The Colorado Division of Gaming says it does not maintain a casino blacklist. Individuals can either be banned by a court order or by adding their name to a self-exclusion list. While individual casinos may create their own blacklists, they do not share the information, and one casino security guard said they wouldn’t ban someone who had never been there.

Phelyx says he has no interest in gambling in local casinos anyway, and that he enjoys poker more for the opportunity to read people than to play card tricks.

“There are a lot of players who try to wear turtlenecks and sunglasses to hide their physicality as much as possible, but there are still micro-facial reactions…and there are people playing the game who want to study that not only so they can read their opponents, but so they can try to fool their opponents,” Phelyx says. “It’s absurdly complex, but still fascinating.”

In addition to working with professional poker players, Phelyx says he has been invited to read body language in corporate boardrooms during mergers and job interviews: “My job is to sit silently and write notes, and those notes are observations that I’m making that could be used as the same thing at a poker table, with a lot more money at stake."

But Phelyx's true passion is performing. He enjoys revealing something that seems personal and true about complete strangers, if only to remind them that there is awe in this world.

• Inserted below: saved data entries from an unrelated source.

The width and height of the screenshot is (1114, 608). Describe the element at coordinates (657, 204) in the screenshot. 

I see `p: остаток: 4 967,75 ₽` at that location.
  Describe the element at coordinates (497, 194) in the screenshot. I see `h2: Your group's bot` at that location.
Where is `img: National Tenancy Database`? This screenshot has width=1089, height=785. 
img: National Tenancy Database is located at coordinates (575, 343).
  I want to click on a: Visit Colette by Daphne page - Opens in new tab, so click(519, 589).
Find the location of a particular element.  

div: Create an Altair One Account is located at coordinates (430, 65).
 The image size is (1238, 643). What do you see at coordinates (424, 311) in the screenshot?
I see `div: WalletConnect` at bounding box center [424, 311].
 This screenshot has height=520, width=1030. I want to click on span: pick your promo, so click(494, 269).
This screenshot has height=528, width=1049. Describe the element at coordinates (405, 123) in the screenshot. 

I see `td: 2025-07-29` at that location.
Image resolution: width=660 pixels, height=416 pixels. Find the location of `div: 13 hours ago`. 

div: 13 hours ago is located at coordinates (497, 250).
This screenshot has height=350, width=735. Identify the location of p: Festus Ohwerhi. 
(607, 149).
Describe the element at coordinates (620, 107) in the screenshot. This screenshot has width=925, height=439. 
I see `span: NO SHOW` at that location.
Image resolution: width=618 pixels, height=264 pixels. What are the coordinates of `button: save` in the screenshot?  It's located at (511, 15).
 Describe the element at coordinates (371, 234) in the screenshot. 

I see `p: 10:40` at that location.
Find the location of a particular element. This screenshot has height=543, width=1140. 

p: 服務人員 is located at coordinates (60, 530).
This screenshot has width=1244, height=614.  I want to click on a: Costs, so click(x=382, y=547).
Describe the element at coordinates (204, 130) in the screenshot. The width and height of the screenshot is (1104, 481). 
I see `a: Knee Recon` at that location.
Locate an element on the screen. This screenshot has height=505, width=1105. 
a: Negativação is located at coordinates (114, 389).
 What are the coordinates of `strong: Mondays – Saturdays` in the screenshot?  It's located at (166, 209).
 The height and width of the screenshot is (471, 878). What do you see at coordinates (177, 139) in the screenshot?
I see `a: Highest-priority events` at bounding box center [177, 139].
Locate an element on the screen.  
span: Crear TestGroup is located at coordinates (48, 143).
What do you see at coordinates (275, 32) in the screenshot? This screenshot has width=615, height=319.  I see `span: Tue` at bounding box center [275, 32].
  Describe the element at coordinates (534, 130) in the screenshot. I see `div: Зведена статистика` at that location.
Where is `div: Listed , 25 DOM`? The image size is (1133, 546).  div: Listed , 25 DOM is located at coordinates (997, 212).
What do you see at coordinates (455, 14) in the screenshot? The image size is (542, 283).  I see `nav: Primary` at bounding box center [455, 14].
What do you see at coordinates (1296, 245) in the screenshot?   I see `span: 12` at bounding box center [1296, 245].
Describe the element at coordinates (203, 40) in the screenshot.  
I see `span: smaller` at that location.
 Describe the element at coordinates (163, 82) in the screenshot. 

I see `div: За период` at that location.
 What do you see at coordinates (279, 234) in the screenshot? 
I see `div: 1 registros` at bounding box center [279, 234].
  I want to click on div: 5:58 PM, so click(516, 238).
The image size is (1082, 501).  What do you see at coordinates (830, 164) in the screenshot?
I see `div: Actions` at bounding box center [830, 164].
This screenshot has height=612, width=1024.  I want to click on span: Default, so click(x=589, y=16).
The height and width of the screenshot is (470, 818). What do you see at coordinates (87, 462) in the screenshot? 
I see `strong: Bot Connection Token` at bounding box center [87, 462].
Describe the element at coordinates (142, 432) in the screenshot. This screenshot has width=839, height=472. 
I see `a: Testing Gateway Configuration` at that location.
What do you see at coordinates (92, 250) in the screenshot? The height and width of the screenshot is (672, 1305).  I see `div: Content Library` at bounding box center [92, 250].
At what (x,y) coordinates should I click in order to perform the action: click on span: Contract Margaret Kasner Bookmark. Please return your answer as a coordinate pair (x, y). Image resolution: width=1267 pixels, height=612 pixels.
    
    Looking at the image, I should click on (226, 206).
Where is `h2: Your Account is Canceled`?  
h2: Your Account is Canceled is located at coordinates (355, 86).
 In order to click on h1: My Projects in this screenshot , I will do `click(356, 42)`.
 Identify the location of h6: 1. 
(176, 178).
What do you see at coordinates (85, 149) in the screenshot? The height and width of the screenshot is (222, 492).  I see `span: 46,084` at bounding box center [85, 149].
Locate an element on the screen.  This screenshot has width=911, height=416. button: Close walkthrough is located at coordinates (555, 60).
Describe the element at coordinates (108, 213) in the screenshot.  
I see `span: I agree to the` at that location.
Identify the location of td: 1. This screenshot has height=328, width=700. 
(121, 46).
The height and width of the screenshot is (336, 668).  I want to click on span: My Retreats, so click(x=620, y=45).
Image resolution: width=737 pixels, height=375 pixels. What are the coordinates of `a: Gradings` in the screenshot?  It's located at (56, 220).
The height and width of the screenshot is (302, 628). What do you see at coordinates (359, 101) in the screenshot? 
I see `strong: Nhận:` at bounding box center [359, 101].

“I love to remind grownups that imagination is important, wonder is important, and it’s a muscle that can atrophy, if you don’t have experiences that cause wonder or wow,” Phelyx says. “Even just an appreciation of a musician who is just amazing at their craft, I think people need that, and having that sensation that maybe it is possible — maybe Phelyx can read minds — it gives people a bit of skepticism, but also a bit of euphoria.”

For the record, the lenses in Phelyx’s eyeglasses really are prescribed, and the frames can be examined. He has committed himself to performing without technological aids and tries to present himself as a genuine person in his patter.

“Sometimes there is such a familiarity with people watching that it allows me to make educated guesses, and those are often the demonstrations of mind-reading that cause people to get very emotional, because it feels very invasive when you encounter a stranger and all of a sudden they can tell you very intimate things about yourself,” Phelyx says. “I have material that I’ve designed to put before psychics or self-proclaimed psychics, and it’s very uncomfortable for them, because they can’t tell how I know what I know, but I can tell them that was just a trick,” Phelyx says. As for his world-famous for- bending, Phelyx will tell you, “I’m really just bending the fork." Knowing that doesn’t make it any less entertaining.

Professor Phelyx presents “From the Vest” at 8 p.m. Saturday, September 22, at the Dairy Arts Center at 2590 Walnut Street in Boulder. Tickets for the 18+ show are $12. Find ticket info on the Dairy website.

Phelyx will also perform at Voodoo Comedy Playhouse, 1260 22nd Street, at 8 p.m. Saturday, September 29, and co-wrote The Bunny Brigade burlesque show that premieres on October 14 at Ophelia’s Electric Soapbox, 1215 20th Street.